Though federal judges have rejected some of Trump’s most extreme measures, the effect of their opinions remains to be seen. A recent ruling struck down Trump’s invocation of the Enemies Alien Act to go after Venezuelan gangs. No “invasion or predatory incursion,” it found, had taken place. Whether this ruling will survive the Supreme Court, and whether the administration will obey it in the meantime, is unclear. So too, a California judge found that the conduct of National Guard and U.S. Marines in Los Angeles was unconstitutional because it bled into civilian law enforcement. As yet, there is no indication that the ruling will constrain military operations in Chicago.

In the face of legal defeats, the White House never accepts that it perhaps went too far and pledges respect for constitutional limits set by conscientious judges. It always replies by blasting the judges as “activists,” “radicals,” and “Marxists,” who enable the very evil Trump opposes. Judges defying Trump’s agenda receive literal death threats.

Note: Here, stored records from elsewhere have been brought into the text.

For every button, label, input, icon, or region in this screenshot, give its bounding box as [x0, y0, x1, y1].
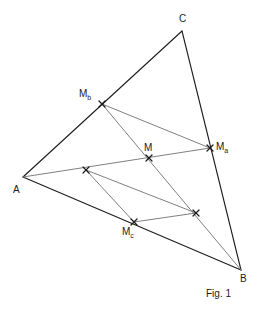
label-Mc: Mc	[122, 227, 134, 239]
label-subscript-Ma: a	[224, 147, 228, 154]
figure-caption: Fig. 1	[206, 288, 231, 299]
label-text-M: M	[144, 142, 152, 153]
point-marker-P1	[83, 167, 89, 173]
label-subscript-Mc: c	[130, 232, 134, 239]
geometry-figure	[0, 0, 259, 313]
label-text-A: A	[13, 184, 20, 195]
label-subscript-Mb: b	[87, 94, 91, 101]
midline-Mb-Ma	[102, 104, 210, 148]
label-A: A	[13, 185, 20, 195]
median-A-Ma	[23, 148, 210, 177]
seg-Mc-P2	[134, 213, 196, 222]
label-B: B	[240, 274, 247, 284]
point-markers	[83, 101, 213, 225]
point-marker-Mb	[99, 101, 105, 107]
label-Ma: Ma	[216, 142, 228, 154]
label-Mb: Mb	[79, 89, 91, 101]
label-text-B: B	[240, 273, 247, 284]
inner-segments	[23, 104, 241, 270]
seg-P1-P2	[86, 170, 196, 213]
label-text-C: C	[179, 13, 186, 24]
label-C: C	[179, 14, 186, 24]
label-M: M	[144, 143, 152, 153]
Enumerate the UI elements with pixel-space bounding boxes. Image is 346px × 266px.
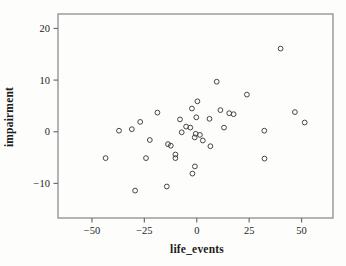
scatter-plot-figure: −50−2502550 −1001020 life_events impairm… <box>0 0 346 266</box>
data-point <box>147 138 152 143</box>
data-point <box>194 115 199 120</box>
x-tick-label: 0 <box>194 225 199 236</box>
data-point <box>222 125 227 130</box>
scatter-plot: −50−2502550 −1001020 life_events impairm… <box>0 0 346 266</box>
data-point <box>262 128 267 133</box>
y-tick-label: 10 <box>40 75 51 86</box>
data-point <box>245 92 250 97</box>
data-point <box>193 164 198 169</box>
y-axis-ticks: −1001020 <box>34 23 58 189</box>
data-point <box>155 110 160 115</box>
data-points <box>103 46 307 193</box>
data-point <box>190 106 195 111</box>
data-point <box>138 120 143 125</box>
x-axis-ticks: −50−2502550 <box>84 218 307 236</box>
data-point <box>195 99 200 104</box>
data-point <box>302 120 307 125</box>
plot-frame <box>58 14 333 218</box>
data-point <box>293 110 298 115</box>
data-point <box>133 188 138 193</box>
data-point <box>200 138 205 143</box>
y-tick-label: 0 <box>45 126 50 137</box>
x-axis-title: life_events <box>170 243 224 255</box>
data-point <box>179 130 184 135</box>
x-tick-label: 25 <box>244 225 255 236</box>
y-tick-label: 20 <box>40 23 51 34</box>
data-point <box>178 117 183 122</box>
data-point <box>262 156 267 161</box>
data-point <box>207 116 212 121</box>
data-point <box>190 171 195 176</box>
data-point <box>129 127 134 132</box>
data-point <box>103 156 108 161</box>
y-axis-title: impairment <box>3 87 16 147</box>
data-point <box>164 184 169 189</box>
x-tick-label: −25 <box>136 225 152 236</box>
data-point <box>278 46 283 51</box>
data-point <box>117 128 122 133</box>
x-tick-label: −50 <box>84 225 100 236</box>
data-point <box>218 108 223 113</box>
data-point <box>208 144 213 149</box>
y-tick-label: −10 <box>34 178 50 189</box>
data-point <box>144 156 149 161</box>
x-tick-label: 50 <box>296 225 307 236</box>
data-point <box>214 79 219 84</box>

All the legal wrangling may be beside the point. Trump has badly blurred the lines between regular and emergency powers, local and federal law enforcement, civilian and military operations, peacetime and war. As a result, neither judges, lawyers, politicians, police, soldiers, nor everyday people have a secure sense of who may lawfully do what, and how they can be held to account if they do not. This tempts the legal and moral chaos, and commission of war crimes, that are part of any war.

Trump does not merely invoke the language of war, and harvest War on Terror-era powers, to enable his agenda. Part of his agenda is to win the ability to wage open-ended war against anyone branded an enemy. A MAGA successor would likely claim the same right.

This peril issues urgent tasks.

Above all, we must take Trump both literally and seriously in his boasts of waging wars against foreign and domestic “enemies.” Pundits must cease their dismal musing over whether Trump is a dove, a hawk, or some strange blend. Congress must reassert its Constitutional prerogative to alone take the nation into war. It may also need to legislate anew limits to the domestic use of the military.

The Democrats must be a genuine opposition party, following the defiant lead Illinois Governor JB Pritzker and Chicago Mayor Brandon Johnson. With searing clarity, they have named the danger of federal incursions, while calling Trump as a reckless bully. At the same time, Democrats must work to convince their Republican colleagues — even just a handful — that Trump’s conduct risks everyone’s liberty.

The Supreme Court must reconsider its reckless stance of deference to executive power. This deference removes constraints on a president eager to abuse his authority in the ultimate exercise of power: the deprivation of the liberty and lives of others.

Sluggish to this point, “the resistance” must quickly intensify and broaden its message. It should think of itself, in part, as an antiwar movement, appealing to Americans’ weariness with war, distaste for chaos, and desire for rule-bound stability.

Americans, for the most part, have rightly rejected the last endless war. They must reject the next one too, before it’s too late.